Reputation: 3
I would highly appreciate if somebody could help me understand the following.
=~/(?<![\w.])($val)(?![\w.])/gi)
This what i picked up but i dont understand this.
Lookaround: (?=a)
for a lookahead, ?!
for negative lookahead, or ?<=
and ?<!
for lookbehinds (positive and negative, respectively).
Upvotes: 0
Views: 296
Reputation: 2071
define $val then watch the regex engine work with rxrx - command-line REPL and wrapper for Regexp::Debugger
it shows output like this but in color
Matched
|
VVV
/(?<![\w.])(dog)(?![\w.])/
|
V
'The quick brown fox jumps over the lazy dog'
^^^
[Visual of regex at 'rxrx' line 0] [step: 189]
It also gives descriptions like this
(?<! # Match negative lookbehind
[\w.] # Match any of the listed characters
) # The end of negative lookbehind
( # The start of a capturing block ($1)
dog # Match a literal sequence ("dog")
) # The end of $1
(?! # Match negative lookahead
[\w.] # Match any of the listed characters
) # The end of negative lookahead
Upvotes: 0
Reputation: 558
I use these sites to help with testing and learning and decoding regex:
https://regex101.com/: This one dissects and explains the expression the best IMO.
Upvotes: 0
Reputation: 385546
Read (?<!PAT)
as "not immediately preceded by text matching PAT
".
Read (?!PAT)
as "not immediately followed by text matching PAT
".
Upvotes: 1
Reputation: 241758
The regex seems to search for $val
(i.e. string that matches the contents of the variable $val
) not surrounded by word characters or dots.
Putting $val
into parentheses remembers the corresponding matched part in $1
.
See perlre for details.
Note that =~
is not part of the regex, it's the "binding operator".
Similarly, gi)
is part of something bigger. g
means the matching happens globally, which has different effects based on the context the matching occurs in, and i
makes the match case insensitive (which could only influence $val here). The whole expression was in parentheses, probably, but we can't see the opening one.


[Assignment]:
State how many lines of the entries include the string "diamond", please, leaving out everything but the number.
-- Opening Marker --
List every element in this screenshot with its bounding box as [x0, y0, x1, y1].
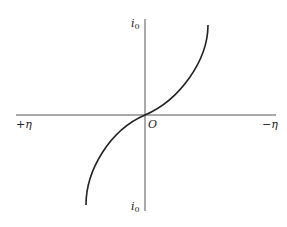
y-bottom-label: i0: [131, 201, 140, 214]
diagram-canvas: [0, 0, 287, 227]
x-left-label: +η: [16, 119, 32, 130]
origin-label: O: [148, 119, 157, 130]
y-top-label: i0: [131, 18, 140, 31]
x-right-label: −η: [262, 119, 278, 130]
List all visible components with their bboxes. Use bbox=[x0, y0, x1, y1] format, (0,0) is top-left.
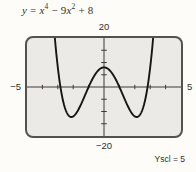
yscl-label: Yscl = 5 bbox=[155, 154, 185, 164]
y-min-label: −20 bbox=[96, 140, 112, 151]
calculator-screen bbox=[25, 36, 183, 138]
x-max-label: 5 bbox=[187, 81, 192, 92]
equation-label: y = x4 − 9x2 + 8 bbox=[22, 4, 94, 16]
equation-term-minus9: − 9 bbox=[48, 4, 66, 16]
equation-equals: = bbox=[27, 4, 39, 16]
y-max-label: 20 bbox=[99, 21, 110, 32]
textbook-figure: y = x4 − 9x2 + 8 20 −5 5 −20 Yscl = 5 bbox=[0, 0, 196, 172]
equation-term-plus8: + 8 bbox=[76, 4, 94, 16]
graph-svg bbox=[27, 38, 181, 136]
x-min-label: −5 bbox=[6, 81, 21, 92]
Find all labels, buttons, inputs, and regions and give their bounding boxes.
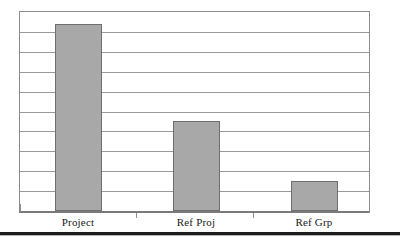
x-axis-baseline xyxy=(19,211,370,213)
bar-chart-figure: Project Ref Proj Ref Grp xyxy=(0,0,400,243)
x-label-ref-grp: Ref Grp xyxy=(264,216,364,228)
bars-group xyxy=(20,12,369,211)
axis-tick-1 xyxy=(136,213,137,218)
axis-tick-left xyxy=(20,204,21,213)
x-label-ref-proj: Ref Proj xyxy=(146,216,246,228)
chart-plot-area xyxy=(19,11,370,212)
bottom-rule-shadow xyxy=(0,235,400,236)
x-label-project: Project xyxy=(28,216,128,228)
bar-ref-proj[interactable] xyxy=(173,121,220,211)
bar-ref-grp[interactable] xyxy=(291,181,338,211)
axis-tick-right xyxy=(369,204,370,213)
bar-project[interactable] xyxy=(55,24,102,211)
axis-tick-2 xyxy=(253,213,254,218)
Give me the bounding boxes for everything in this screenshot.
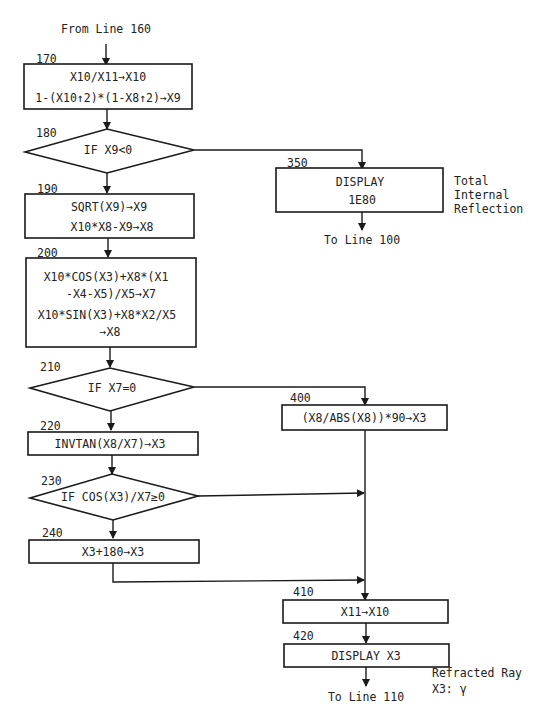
line-number-240: 240: [42, 526, 63, 540]
box-200-line-1: X10*COS(X3)+X8*(X1: [44, 270, 169, 284]
flowchart: From Line 160 To Line 100 To Line 110 17…: [0, 0, 547, 719]
box-350-line-2: 1E80: [348, 193, 376, 207]
box-170-line-2: 1-(X10↑2)*(1-X8↑2)→X9: [35, 91, 180, 105]
box-400-text: (X8/ABS(X8))*90→X3: [302, 411, 427, 425]
line-number-190: 190: [37, 182, 58, 196]
box-350-line-1: DISPLAY: [336, 175, 385, 189]
line-number-420: 420: [293, 629, 314, 643]
box-190-line-2: X10*X8-X9→X8: [70, 220, 153, 234]
line-number-230: 230: [41, 474, 62, 488]
box-420-text: DISPLAY X3: [331, 649, 400, 663]
box-200-line-4: →X8: [100, 325, 121, 339]
line-number-180: 180: [36, 126, 57, 140]
box-410-text: X11→X10: [341, 605, 390, 619]
annotation-350-line-3: Reflection: [454, 202, 523, 216]
connector-end-350: To Line 100: [324, 233, 400, 247]
annotation-420-line-2: X3: γ: [432, 682, 467, 696]
annotation-350-line-1: Total: [454, 174, 489, 188]
line-number-220: 220: [40, 419, 61, 433]
line-number-210: 210: [40, 360, 61, 374]
line-number-400: 400: [290, 391, 311, 405]
box-170-line-1: X10/X11→X10: [70, 70, 146, 84]
edge-210-400: [194, 387, 365, 405]
connector-start: From Line 160: [61, 22, 151, 36]
line-number-410: 410: [293, 585, 314, 599]
box-220-text: INVTAN(X8/X7)→X3: [55, 437, 166, 451]
line-number-350: 350: [287, 156, 308, 170]
annotation-350-line-2: Internal: [454, 188, 509, 202]
box-200-line-3: X10*SIN(X3)+X8*X2/X5: [38, 308, 176, 322]
edge-180-350: [194, 150, 362, 169]
annotation-420-line-1: Refracted Ray: [432, 666, 522, 680]
connector-end-420: To Line 110: [328, 690, 404, 704]
diamond-210-text: IF X7=0: [88, 381, 137, 395]
diamond-230-text: IF COS(X3)/X7≥0: [61, 490, 165, 504]
box-240-text: X3+180→X3: [82, 545, 144, 559]
box-200-line-2: -X4-X5)/X5→X7: [66, 287, 156, 301]
box-190-line-1: SQRT(X9)→X9: [71, 200, 147, 214]
edge-230-410: [198, 493, 364, 496]
labels: From Line 160 To Line 100 To Line 110 17…: [35, 22, 523, 704]
edge-240-410: [113, 563, 364, 582]
line-number-170: 170: [36, 52, 57, 66]
diamond-180-text: IF X9<0: [84, 143, 133, 157]
line-number-200: 200: [37, 246, 58, 260]
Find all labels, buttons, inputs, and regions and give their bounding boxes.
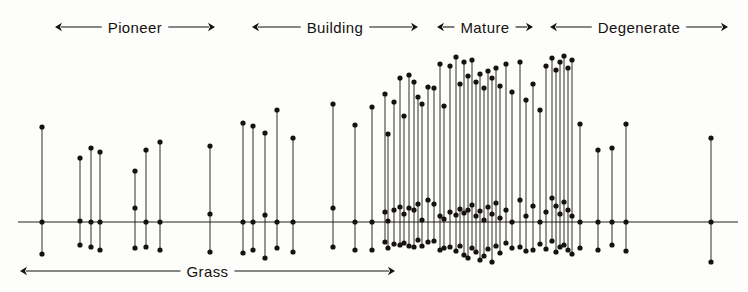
stem-top-dot	[549, 55, 554, 60]
stem-top-dot	[523, 97, 528, 102]
stem-mid-dot	[481, 217, 486, 222]
stem-chart: PioneerBuildingMatureDegenerate Grass	[0, 0, 748, 292]
stem-bottom-dot	[262, 255, 267, 260]
phase-arrow-building-arrowhead-right	[411, 23, 418, 31]
stem-top-dot	[382, 91, 387, 96]
stem-bottom-dot	[489, 259, 494, 264]
stem-record	[457, 81, 462, 248]
stem-top-dot	[557, 59, 562, 64]
stem-record	[553, 67, 558, 254]
stem-top-dot	[97, 149, 102, 154]
stem-record	[577, 121, 582, 250]
stem-bottom-dot	[447, 244, 452, 249]
stem-mid-dot	[352, 219, 357, 224]
stem-mid-dot	[708, 219, 713, 224]
phase-arrow-degenerate: Degenerate	[550, 19, 728, 36]
stem-bottom-dot	[157, 247, 162, 252]
stem-top-dot	[623, 121, 628, 126]
stem-mid-dot	[543, 209, 548, 214]
stem-mid-dot	[595, 219, 600, 224]
stem-mid-dot	[523, 213, 528, 218]
stem-record	[708, 135, 713, 264]
stem-top-dot	[489, 75, 494, 80]
stem-top-dot	[708, 135, 713, 140]
stem-top-dot	[569, 57, 574, 62]
stem-bottom-dot	[406, 243, 411, 248]
stem-record	[419, 101, 424, 248]
stem-record	[391, 99, 396, 246]
phase-arrow-pioneer-arrowhead-right	[208, 23, 215, 31]
stem-mid-dot	[553, 203, 558, 208]
stem-record	[369, 104, 374, 252]
stem-record	[97, 149, 102, 252]
stem-mid-dot	[411, 207, 416, 212]
stem-record	[88, 145, 93, 249]
stem-bottom-dot	[543, 246, 548, 251]
stem-top-dot	[330, 101, 335, 106]
stem-record	[441, 103, 446, 250]
bottom-phase-arrows: Grass	[20, 263, 395, 280]
phase-arrow-degenerate-arrowhead-left	[550, 23, 557, 31]
top-phase-arrows: PioneerBuildingMatureDegenerate	[55, 19, 728, 36]
stem-mid-dot	[132, 205, 137, 210]
stem-bottom-dot	[369, 247, 374, 252]
stem-record	[262, 130, 267, 260]
stem-mid-dot	[143, 219, 148, 224]
stem-bottom-dot	[425, 239, 430, 244]
stem-record	[401, 113, 406, 245]
stem-mid-dot	[290, 219, 295, 224]
stem-top-dot	[477, 71, 482, 76]
stem-bottom-dot	[609, 242, 614, 247]
stem-top-dot	[385, 131, 390, 136]
stem-mid-dot	[77, 218, 82, 223]
stem-record	[250, 123, 255, 252]
phase-arrow-mature: Mature	[437, 19, 533, 36]
stem-top-dot	[274, 107, 279, 112]
stem-bottom-dot	[419, 243, 424, 248]
stem-bottom-dot	[481, 253, 486, 258]
stem-record	[385, 131, 390, 250]
stem-record	[39, 124, 44, 256]
stem-mid-dot	[401, 211, 406, 216]
stem-record	[425, 84, 430, 244]
stem-bottom-dot	[565, 247, 570, 252]
stem-top-dot	[415, 94, 420, 99]
phase-arrow-pioneer-arrowhead-left	[55, 23, 62, 31]
stem-mid-dot	[415, 201, 420, 206]
stem-mid-dot	[609, 219, 614, 224]
stem-mid-dot	[473, 213, 478, 218]
stem-mid-dot	[623, 219, 628, 224]
stem-group	[39, 53, 713, 264]
phase-arrow-building-label: Building	[307, 19, 364, 36]
phase-arrow-pioneer-label: Pioneer	[108, 19, 163, 36]
stem-bottom-dot	[469, 245, 474, 250]
stem-bottom-dot	[415, 237, 420, 242]
stem-record	[623, 121, 628, 253]
stem-bottom-dot	[77, 242, 82, 247]
stem-mid-dot	[497, 215, 502, 220]
stem-top-dot	[517, 59, 522, 64]
stem-record	[565, 65, 570, 252]
stem-top-dot	[497, 83, 502, 88]
stem-mid-dot	[397, 204, 402, 209]
stem-record	[461, 59, 466, 257]
stem-bottom-dot	[517, 244, 522, 249]
stem-top-dot	[461, 59, 466, 64]
stem-bottom-dot	[595, 247, 600, 252]
stem-record	[143, 147, 148, 249]
stem-record	[485, 68, 490, 251]
stem-top-dot	[561, 53, 566, 58]
stem-top-dot	[77, 155, 82, 160]
stem-record	[207, 143, 212, 254]
stem-bottom-dot	[143, 244, 148, 249]
stem-record	[609, 145, 614, 247]
phase-arrow-grass: Grass	[20, 263, 395, 280]
stem-mid-dot	[431, 201, 436, 206]
stem-top-dot	[143, 147, 148, 152]
stem-top-dot	[391, 99, 396, 104]
stem-top-dot	[406, 72, 411, 77]
stem-record	[437, 61, 442, 252]
stem-mid-dot	[477, 208, 482, 213]
phase-arrow-mature-label: Mature	[460, 19, 509, 36]
stem-mid-dot	[517, 197, 522, 202]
-- Closing Marker --
[Output of the exercise]:
3